(INFORMATION begins)
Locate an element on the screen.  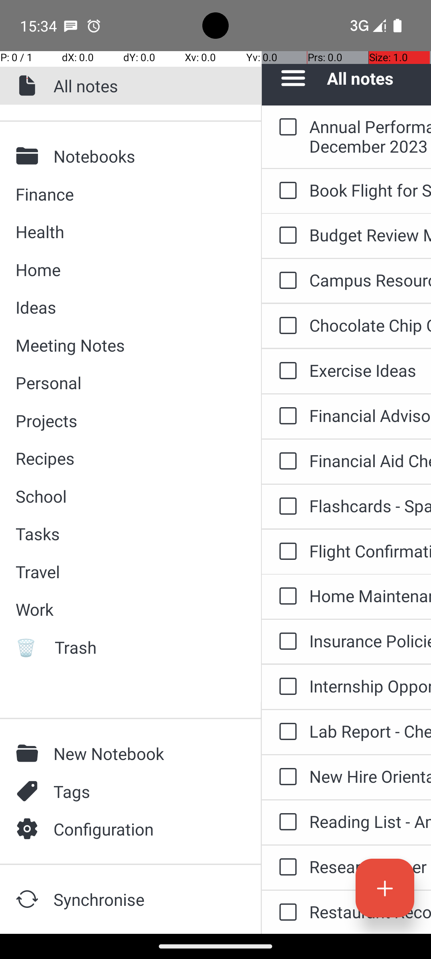
to-do: Research Paper Outline - Climate Change is located at coordinates (286, 867).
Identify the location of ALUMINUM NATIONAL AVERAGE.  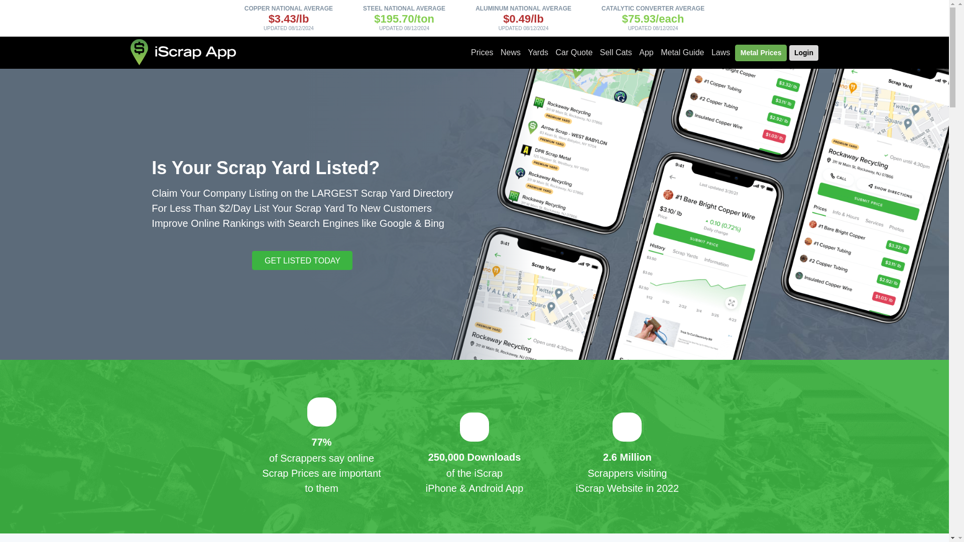
(523, 8).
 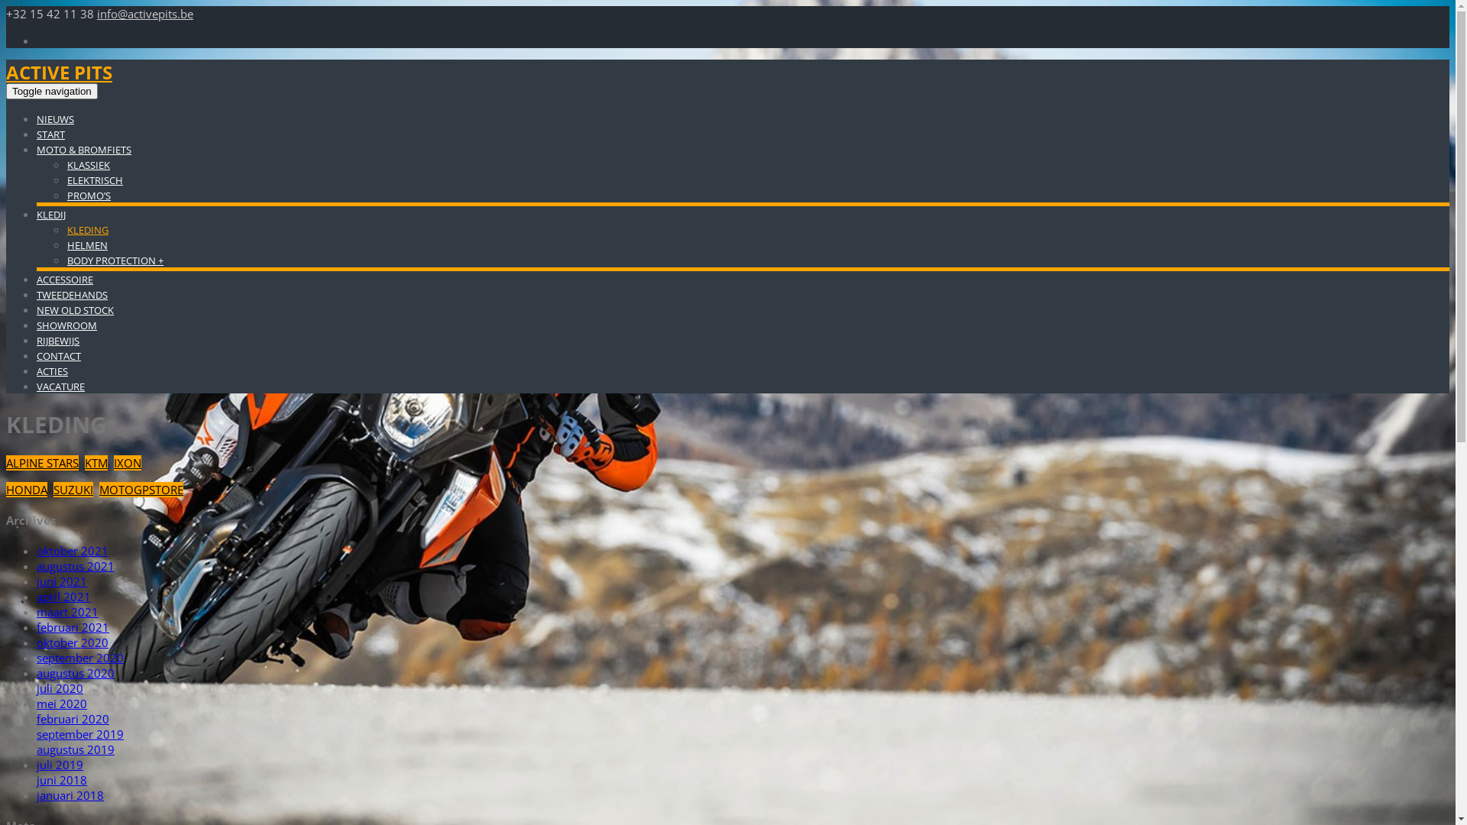 I want to click on ACTIES, so click(x=52, y=371).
(INFORMATION ends)
- [REQUIREMENT]: Please copy the data shown above word for word, omitting the pictures.

- [RESPONSE]:
Locate an element on the screen.  
to-do: Research Paper Outline - Climate Change is located at coordinates (286, 867).
Identify the location of ALUMINUM NATIONAL AVERAGE.  
(523, 8).
  I want to click on ACTIES, so click(x=52, y=371).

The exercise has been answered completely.